The implications for spatial development and urban governance are hard to predict. But it seems likely that urban areas could be much more fluid, as the boundaries between work leisure and many other activities are mixed up: new patterns of polarization could emerge, by income, lifestyle, culture etc. Small towns and rural areas could also be more mixed, as previous home-work-service structures are changed.
Synergies envision #2: ‘Somewhere versus anywhere’
Economic forces, popular demand, changing lifestyles, service innovation, & government ambiguity, are each combining. The combination is pushing towards ad-hoc low density urban sprawl. There is much policy and guidance from planners, and from researchers, but the forces pushing outwards are very powerful. There are some interesting options:
- Stronger regulation and incentives for all stakeholders, for high-density poly-centric development
- Change in policy to work with the low-density development – i.e. accept the reality and improve it
- Anticipate technology changes which might bridge the gap – e.g. zero carbon demand-response transport: distributed virtual public services: social network
Synergies envision #3: ‘beyond the technO-ZONE’
‘Mind the gap’ – in the emerging Urban Nexus, it seems we have too little knowledge / too much / wrong kind of knowledge. The question is how to share knowledge between MALPE policymakers / experts / citizens / other organizations?

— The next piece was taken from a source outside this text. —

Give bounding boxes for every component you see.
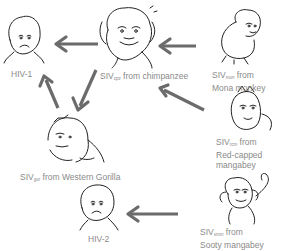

If we do nothing, cities will lose green areas, small towns will decline, large cities will sprawl. Some emerging ideas are coming from organization studies, public service models etc.
Synergies envision #4: ‘metro-village living’
City-Business-Citizen – ‘CBC’ – brings a new insight into the ‘relational city’ or ‘urban co-landscape’. People follow jobs, or jobs follow people: – but people also follow communities and places which have meaning. The rapid urbanization / peri-urbanization trend is not just a simple technical change, but has big effects on people’s lives and families, which may have unexpected outcomes. One direction is the tech-enabled globalized multi-locality of endless work/life combinations. Another direction may be the nature-enabled, localized, semi-rural communities, which keep their links to the past, while serving the needs of the future. Good local government knows this already, but may need to re-invent it for future challenges.